Page 60 - Research & Innovation Report 2020
P. 60

SCIENCE




            middle to late Pleistocene era, approximately 158 000 to 70 000
            years ago.

            “We know people were doing ‘palaeoart’ engravings in this area,”   Astonishing finds by
            says De Vynck, “For example, at the world-renowned Blombos
            Cave, about 30km to the west of the triangles site, Professor   dozens of researchers
            Christopher  Henshilwood  has  made  a  series  of  finds  since  the
            1990s, including engraved ochre and drawings dated to 77 000 and   With  a  multi-  and  transdisciplinary  international
            73 000 years ago respectively, and other finds such as deliberately   collaboration  with  researchers  from  over  40
            perforated shells used to make necklaces, as well as bone awls and   universities in Africa, America and Europe, the
            a paint processing kit all made by hominins.”         ACCP team has made numerous astonishing
                                                                  finds from the Palaeo-Agulhas Plain, a submerged
                                                                                             2
            Possibly the oldest examples of cognitively modern human beings   landscape  spanning  85  000  km , lying off the
            are at Pinnacle Point Cave near Mossel Bay. Here Dr Curtis Marean,   southern Cape coastline. Humans roamed this
            honorary professor at Nelson  Mandela University and international   landscape, exposed when ice ages caused sea
            director of the ACCP, and his team have evidence that humans   levels to drop, from at least 164 000 years ago.
            started to forage from the sea 164 000 years ago.
                                                                  In May 2020 the journal Quaternary Science
                                                                  Reviews  published a  special edition  called  The
            Marean explains that the vast deposits of discarded shells in   Palaeo-Agulhas Plain: a lost world and extinct
            middens in the cave indicate that humans of that time had been   ecosystem.  It includes 23  papers from global
            harvesting shellfish in the intertidal zone, which is only viable for   contributors, many being ACCP authors and co-
            shellfish harvesting during a limited period around the spring tide.   authors.
            This evidence of early humans’ knowledge of the lunar cycles,
            combined with the nutritional benefits of shellfish for brain growth   “It is a beautiful example of research between
            and fertility may well indicate that  the revolution in humanity’s   the disciplines as it includes, amongst others,
            cognitive development started on the shores of southern Africa.  ethnobotany, ichnology (the study of tracks and
                                                                  traces), geology, human behavioural ecology,
            Helm, C. W., H. C. Cawthra, J. C. De Vynck, C. J. Helm, R. Rust  and  W. Stear,   palaeobotany, archaeology, ethnography, and
            2021. ‘Large geometric patterns from the Middle Stone Age in aeolianites on the
            Cape south coast, South Africa’, Rock Art Research 38 (1) pp 10–22.  experimental  archaeology,”  says  De  Vynck.  “It
                                                                  features research we have undertaken over the
                                                                  past ten years, which has had a profound impact.
                                                                  We are openly sharing what we know as it is an
                                                                  asset to the South African and world community.”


Assignment
Output exactly the lines that come between the start of the material and the line containing "Image is 868x440 pixels.", both ends included, with the pictures omitted.

Information supplied
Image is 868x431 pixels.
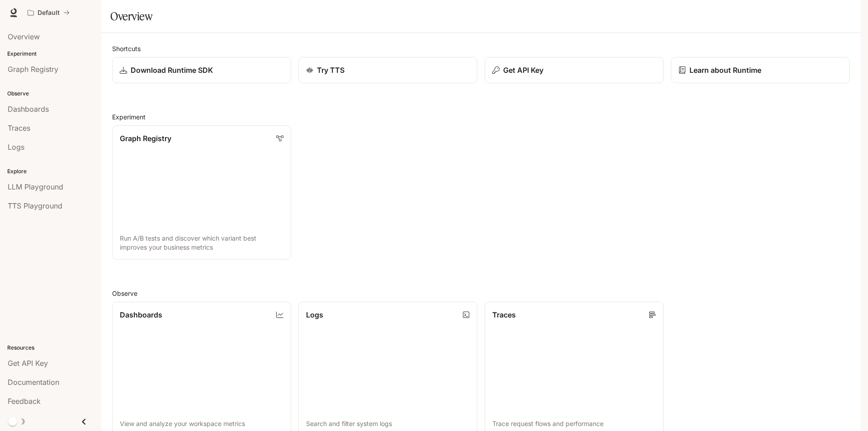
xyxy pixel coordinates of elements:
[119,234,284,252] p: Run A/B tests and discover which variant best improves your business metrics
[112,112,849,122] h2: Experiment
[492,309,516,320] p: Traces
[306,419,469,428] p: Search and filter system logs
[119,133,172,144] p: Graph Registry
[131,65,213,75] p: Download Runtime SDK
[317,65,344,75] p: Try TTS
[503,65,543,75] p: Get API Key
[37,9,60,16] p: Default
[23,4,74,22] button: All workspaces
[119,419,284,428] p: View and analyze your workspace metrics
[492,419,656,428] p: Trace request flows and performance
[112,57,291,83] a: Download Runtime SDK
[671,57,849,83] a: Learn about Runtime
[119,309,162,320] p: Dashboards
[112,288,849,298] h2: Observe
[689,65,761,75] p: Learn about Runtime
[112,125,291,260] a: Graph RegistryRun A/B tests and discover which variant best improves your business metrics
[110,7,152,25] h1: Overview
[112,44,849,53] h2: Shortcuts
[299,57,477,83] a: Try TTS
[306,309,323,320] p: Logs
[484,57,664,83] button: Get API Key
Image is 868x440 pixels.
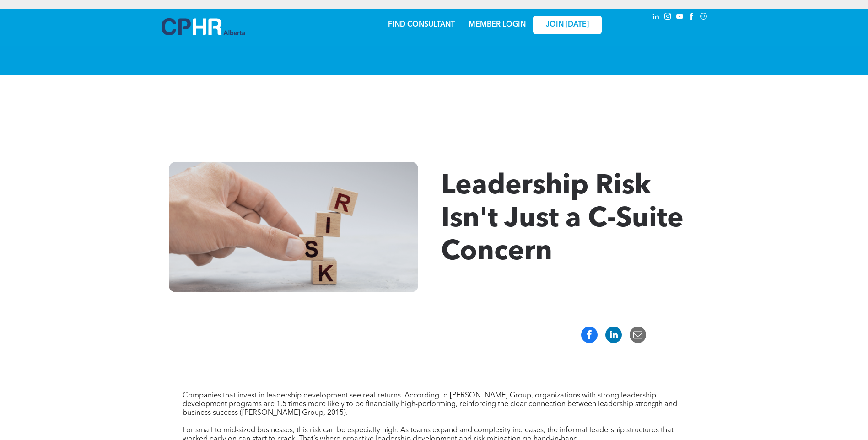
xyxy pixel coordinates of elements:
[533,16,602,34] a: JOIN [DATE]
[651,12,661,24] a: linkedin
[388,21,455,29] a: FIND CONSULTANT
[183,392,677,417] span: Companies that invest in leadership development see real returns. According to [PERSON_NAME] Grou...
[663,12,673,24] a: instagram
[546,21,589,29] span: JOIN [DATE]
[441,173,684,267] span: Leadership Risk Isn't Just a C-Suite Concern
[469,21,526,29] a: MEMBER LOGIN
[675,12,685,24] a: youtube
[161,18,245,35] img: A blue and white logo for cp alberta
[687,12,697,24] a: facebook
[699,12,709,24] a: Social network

Answer for the task
Image is 868x431 pixels.
xyxy pixel coordinates of elements:
[119,234,284,252] p: Run A/B tests and discover which variant best improves your business metrics
[112,112,849,122] h2: Experiment
[492,309,516,320] p: Traces
[306,419,469,428] p: Search and filter system logs
[119,133,172,144] p: Graph Registry
[131,65,213,75] p: Download Runtime SDK
[317,65,344,75] p: Try TTS
[503,65,543,75] p: Get API Key
[37,9,60,16] p: Default
[23,4,74,22] button: All workspaces
[119,419,284,428] p: View and analyze your workspace metrics
[492,419,656,428] p: Trace request flows and performance
[112,57,291,83] a: Download Runtime SDK
[671,57,849,83] a: Learn about Runtime
[119,309,162,320] p: Dashboards
[112,288,849,298] h2: Observe
[689,65,761,75] p: Learn about Runtime
[112,125,291,260] a: Graph RegistryRun A/B tests and discover which variant best improves your business metrics
[110,7,152,25] h1: Overview
[112,44,849,53] h2: Shortcuts
[299,57,477,83] a: Try TTS
[306,309,323,320] p: Logs
[484,57,664,83] button: Get API Key
Image is 868x440 pixels.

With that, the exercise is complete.